Makes it easy to run a SockJS server in Django through Tornado.

This package is basically a thin wrapper on top of sockjs-tornado which makes it dead easy to write websocket based apps on top of the sockjs Websocket emulation library.

With this wrapper you basically have access to everything else you need from your Django project such as your models and your various settings.
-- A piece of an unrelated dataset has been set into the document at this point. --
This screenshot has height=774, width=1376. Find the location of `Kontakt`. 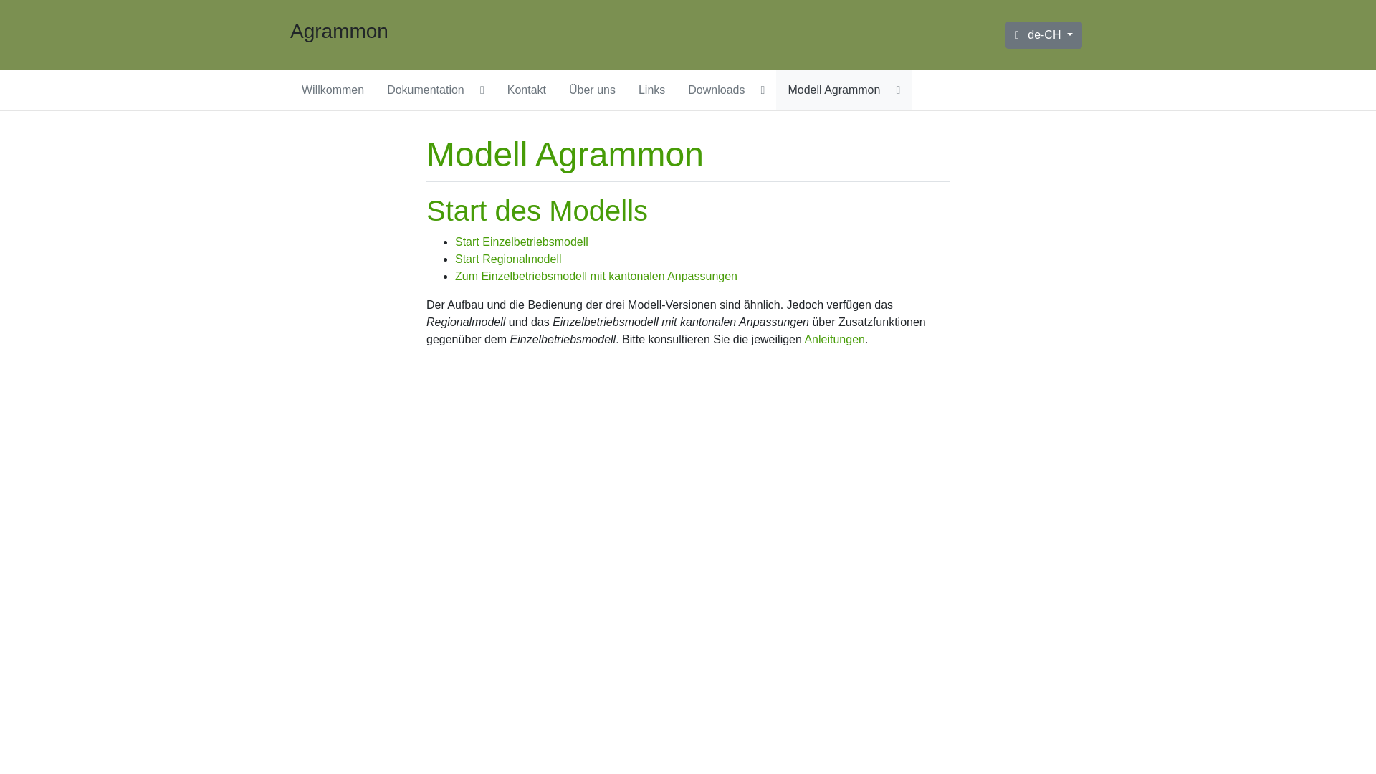

Kontakt is located at coordinates (527, 90).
Because you need to run two processes (one for runserver (or wsgi) and one for socketserver) it means that the two really are separate python processes so you can’t easily do things like registering signals and trigger them in one process and have them fire in another.

Getting started

Create a class somewhere that looks something like this:

from sockjs.tornado import SockJSConnection

class MyConnection(SockJSConnection):
    def on_open(self, request):
         pass
    def on_message(self, message):
         pass
    def on_close(self):
         pass

Next, you need to put the loction of this in a setting in your settings.py something like this:

SOCKJS_CLASSES = (
    'myproject.myapp.myfile.MyConnection',
)

Next, to start the server simply run:

python manage.py socketserver [--help]

You’ll still have your regular django server too in a separate terminal:

python manage.py runserver

Now you should be able to write the juicy Javascript using sockjs-client. You can start by downloading the latest minified version from the CDN.
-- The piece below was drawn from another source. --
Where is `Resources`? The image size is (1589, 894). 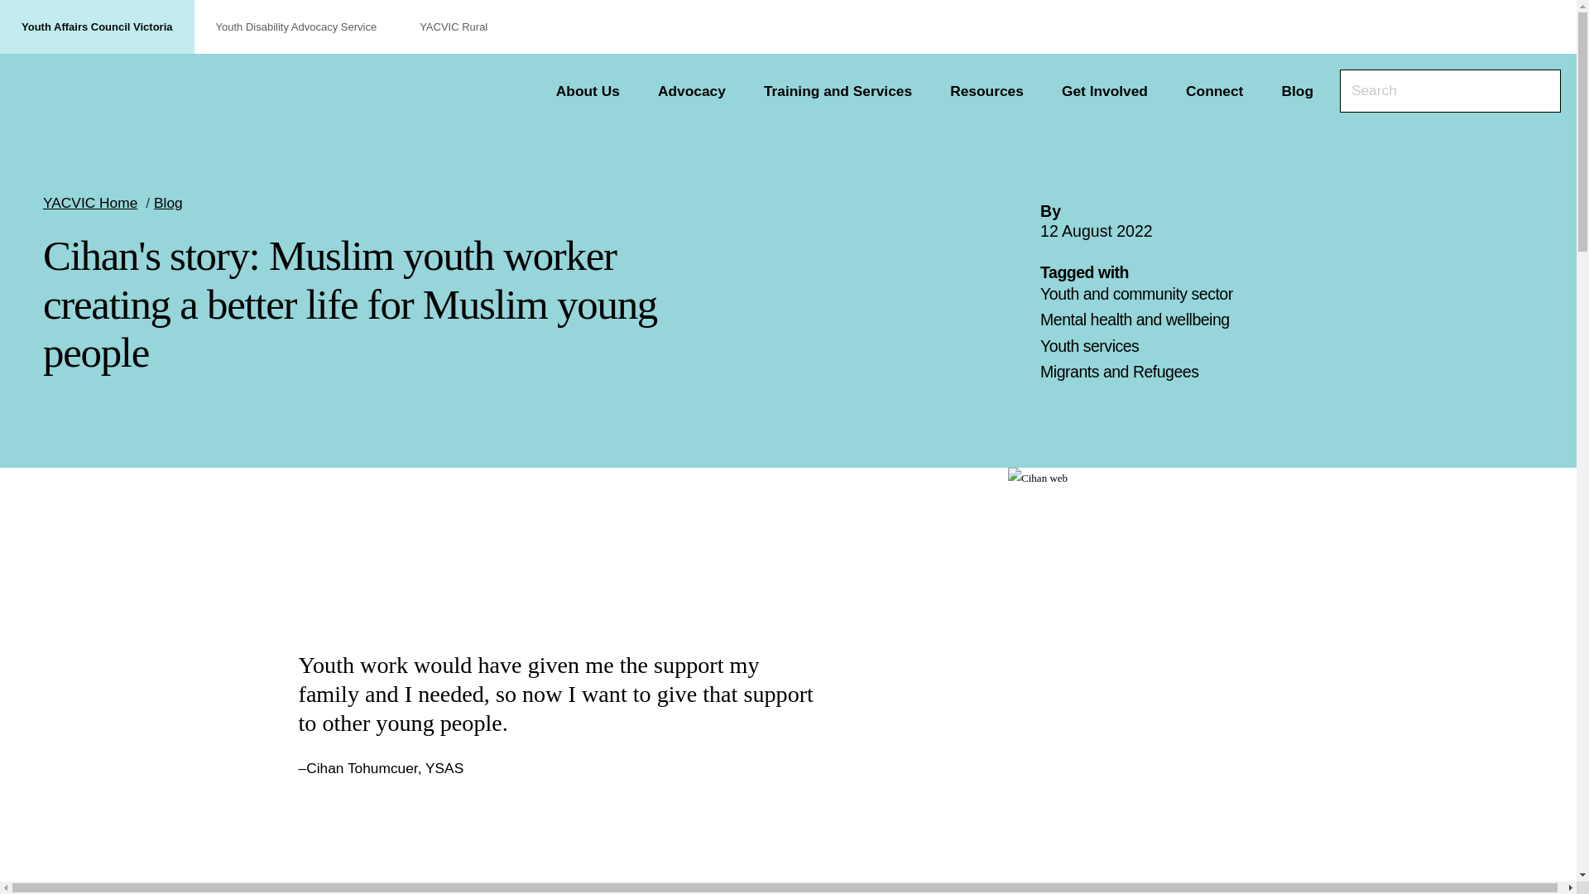
Resources is located at coordinates (993, 91).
A simple app might look like this:

sock = new SockJS('http://localhost:9999/echo');
sock.onmessage = function(e) {
  console.log(e.data);
};
sock.onclose = function() {
  console.log('closed :(');
};
sock.onopen = function() {
  console.log('opened :>');
  letTheMadnessBegin();
};

function letTheMadnessBegin() {
  // silly, but you get the idea
  sock.send(JSON.stringify({
    name: $('#name').text(),
    message: $('input').val()
  }));
}

Getting fancy

There’s a shitload more things you can do with this of course. For example, you might want to add some form of authentication. Since the on_open handler receives a request you can use that to ask for request.get_cookie() which is left to the reader as an exercise.

There is a slightly more fancy example included in this package under example which might get you some ideas. It’s a fully working chat application that just works.

This package is built mainly on Serve Koval’s amazing work on sockjs-tornado which has lots of more examples and documentation that might help you. For example, it lists to a sample HAProxy configuration which you might need once you take your project live since you can’t keep exposing port 9999 on a production system.